I allowed myself to briefly engage in a conversation on Twitter that I normally avoid. It was about data. Worse, it was someone asking me to opine on data shared by someone else. I really had no business engaging, but I was feeling charitable so I did.
It was a waste of everyone’s time. I shared the data I found, they shared theirs which did not agree, and everyone was supposed to base their interpretation of reality off one of these conflicting data sets. Inevitably, the motives or credulity of the person sharing the data comes into question, since the conflicting data itself can’t be resolved by staring at it.
Of course neither of us can prove the veracity of any the data. It’s all aggregated from third parties (most of whom have a history of poor data and all of whom have bad incentives and public choice problems). Does that mean beliefs about reality must be formed a priori, and not need any data?
Probably not. But it has to start there. That’s inescapable. Data is meaningless without a theoretical lens through which to interpret it. That lens is always there, acknowledged or not. So you’ve got to at least work out a foundation a priori.
After that, when it comes to external data, I try to work in concentric circles of probability. Things I observe and experience first hand have the highest probability of being true and useful. Things one layer of reality removed have slightly less (e.g. something I have observed before, but not this time, being shared by someone I know in a context where motives are known). The further removed the data from my own experience, the lower the probability it is true and the less it should factor in to my view of what is real.
I consider this epistemic humility. To discount the probability of truth in proportion to its closeness to experience. I don’t have to have solid true/false answers to everything. Nor do I need to pretend such answers don’t exist. I can approach what I know directly with high probability and lower it with each step beyond experience.
Where does the confidence part come in?
It’s the part that keeps me sane.
Epistemic confidence is to not need anyone else to perceive reality the same way you do.
It’s incredible how freeing this is.
At any given time, I have ideas about reality, informed first by my a priori theories (law of identity, non-contradiction, action axiom, etc.), then by my direct experience, then by lessening degree with increased remoteness, data shared by others. It’s always probabilistic, and changes as the information changes. Any conclusion is temporary fair game except those which violate basic logic. And at any given time, I don’t need anyone else to understand or agree with this flux of worldviews.
That’s when enjoyable discourse and discovery are possible.
Still, I sometimes get sucked into conversations about data and counter data that is so far from my experience I have no reason to weight it enough to justify serious debate.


Directions: The string "gridline" may appear in lines of the listing. Report each line where it does.

[[ Study material, beginning ]]

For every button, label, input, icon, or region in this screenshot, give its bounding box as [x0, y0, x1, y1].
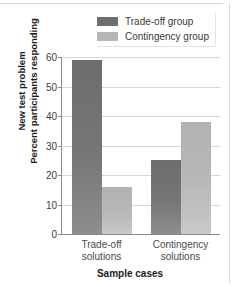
chart-legend: Trade-off group Contingency group — [97, 13, 216, 47]
y-axis-tick-mark — [58, 175, 62, 176]
bar — [72, 60, 102, 234]
x-axis-tick-label: Trade-offsolutions — [62, 239, 141, 263]
y-axis-tick-mark — [58, 234, 62, 235]
y-axis-tick-label: 10 — [46, 199, 57, 210]
gridline — [62, 57, 220, 58]
plot-area: 6050403020100Trade-offsolutionsContingen… — [62, 57, 220, 234]
legend-swatch-contingency-group — [97, 32, 118, 41]
y-axis-tick-mark — [58, 205, 62, 206]
y-axis-tick-label: 30 — [46, 140, 57, 151]
figure-right-border — [229, 3, 230, 284]
bar — [102, 187, 132, 234]
bar — [181, 122, 211, 234]
legend-label-trade-off-group: Trade-off group — [125, 16, 193, 27]
x-axis-tick-label-line: Trade-off — [62, 239, 141, 251]
y-axis-tick-label: 40 — [46, 111, 57, 122]
y-axis-tick-mark — [58, 116, 62, 117]
y-axis-title-line-2: Percent participants responding — [28, 18, 40, 164]
legend-item-trade-off-group: Trade-off group — [97, 14, 215, 29]
y-axis-title-line-1: New test problem — [16, 18, 28, 164]
y-axis-tick-label: 0 — [51, 229, 57, 240]
legend-item-contingency-group: Contingency group — [97, 29, 215, 44]
y-axis-title: New test problem Percent participants re… — [15, 1, 41, 181]
y-axis-tick-mark — [58, 146, 62, 147]
x-axis-tick-label-line: solutions — [141, 251, 220, 263]
y-axis-tick-mark — [58, 87, 62, 88]
legend-label-contingency-group: Contingency group — [125, 31, 209, 42]
y-axis-tick-label: 60 — [46, 52, 57, 63]
x-axis-tick-label-line: solutions — [62, 251, 141, 263]
bar — [151, 160, 181, 234]
y-axis-tick-mark — [58, 57, 62, 58]
x-axis-title: Sample cases — [42, 268, 218, 279]
y-axis-tick-label: 50 — [46, 81, 57, 92]
y-axis-tick-label: 20 — [46, 170, 57, 181]
x-axis-line — [61, 234, 220, 235]
x-axis-tick-label: Contingencysolutions — [141, 239, 220, 263]
x-axis-tick-label-line: Contingency — [141, 239, 220, 251]
bar-chart-figure: Trade-off group Contingency group New te… — [0, 0, 235, 287]
legend-swatch-trade-off-group — [97, 17, 118, 26]
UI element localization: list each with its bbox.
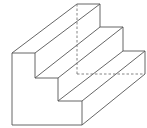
front-face: [12, 53, 82, 125]
depth-edge: [82, 74, 145, 125]
staircase-diagram: [0, 0, 147, 128]
visible-edges: [12, 4, 145, 125]
hidden-edges: [77, 4, 145, 74]
back-profile: [77, 4, 145, 74]
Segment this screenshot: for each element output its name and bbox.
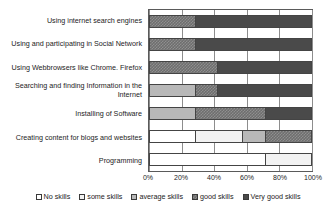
stacked-bar [149, 61, 312, 74]
legend-label: some skills [87, 192, 122, 201]
legend-label: good skills [200, 192, 234, 201]
legend-swatch-icon [79, 194, 85, 200]
legend-label: No skills [44, 192, 71, 201]
bar-segment-verygood [217, 84, 312, 97]
legend-item-good[interactable]: good skills [192, 192, 234, 201]
y-axis-label: Using and participating in Social Networ… [0, 32, 146, 55]
stacked-bar-chart: Using internet search enginesUsing and p… [0, 0, 336, 218]
bar-row [149, 56, 312, 79]
x-axis-tick: 100% [304, 174, 322, 181]
x-axis-tick: 60% [240, 174, 254, 181]
bar-segment-average [242, 130, 265, 143]
x-axis-tick-labels: 0%20%40%60%80%100% [148, 174, 313, 186]
bar-segment-average [149, 84, 195, 97]
bar-segment-average [149, 107, 195, 120]
bar-segment-verygood [195, 38, 312, 51]
stacked-bar [149, 38, 312, 51]
bar-row [149, 10, 312, 33]
y-axis-label: Searching and finding Information in the… [0, 79, 146, 102]
y-axis-label: Using Webbrowsers like Chrome. Firefox [0, 56, 146, 79]
bar-segment-good [265, 130, 312, 143]
bar-segment-verygood [265, 107, 312, 120]
legend-swatch-icon [243, 194, 249, 200]
bar-row [149, 125, 312, 148]
bars-container [149, 10, 312, 171]
bar-segment-verygood [195, 15, 312, 28]
legend-swatch-icon [192, 194, 198, 200]
bar-segment-good [149, 15, 195, 28]
legend-item-verygood[interactable]: Very good skills [243, 192, 301, 201]
stacked-bar [149, 107, 312, 120]
legend-item-average[interactable]: average skills [131, 192, 183, 201]
y-axis-label: Installing of Software [0, 102, 146, 125]
bar-row [149, 79, 312, 102]
stacked-bar [149, 15, 312, 28]
stacked-bar [149, 153, 312, 166]
stacked-bar [149, 84, 312, 97]
bar-segment-good [195, 107, 265, 120]
bar-segment-verygood [217, 61, 312, 74]
x-axis-tick: 40% [207, 174, 221, 181]
bar-segment-some [265, 153, 312, 166]
legend-label: average skills [139, 192, 183, 201]
bar-segment-good [149, 61, 217, 74]
y-axis-category-labels: Using internet search enginesUsing and p… [0, 9, 146, 172]
legend-label: Very good skills [251, 192, 301, 201]
y-axis-label: Programming [0, 149, 146, 172]
legend-item-some[interactable]: some skills [79, 192, 122, 201]
bar-row [149, 102, 312, 125]
bar-segment-none [149, 130, 195, 143]
y-axis-label: Creating content for blogs and websites [0, 125, 146, 148]
stacked-bar [149, 130, 312, 143]
bar-segment-some [195, 130, 242, 143]
bar-row [149, 33, 312, 56]
bar-segment-good [195, 84, 218, 97]
x-axis-tick: 80% [273, 174, 287, 181]
gridline [312, 10, 313, 171]
bar-row [149, 148, 312, 171]
x-axis-tick: 0% [143, 174, 153, 181]
plot-area [148, 9, 313, 172]
legend-item-none[interactable]: No skills [36, 192, 71, 201]
bar-segment-good [149, 38, 195, 51]
bar-segment-none [149, 153, 265, 166]
chart-legend: No skillssome skillsaverage skillsgood s… [0, 192, 336, 201]
x-axis-tick: 20% [174, 174, 188, 181]
legend-swatch-icon [131, 194, 137, 200]
legend-swatch-icon [36, 194, 42, 200]
y-axis-label: Using internet search engines [0, 9, 146, 32]
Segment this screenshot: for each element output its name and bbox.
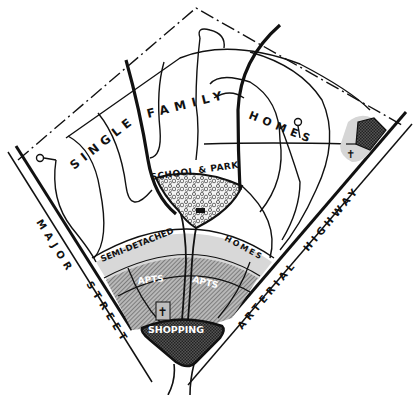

[[ Study material, end ]]

Worked solution:
gridline — [62, 57, 220, 58]
gridline [312, 10, 313, 171]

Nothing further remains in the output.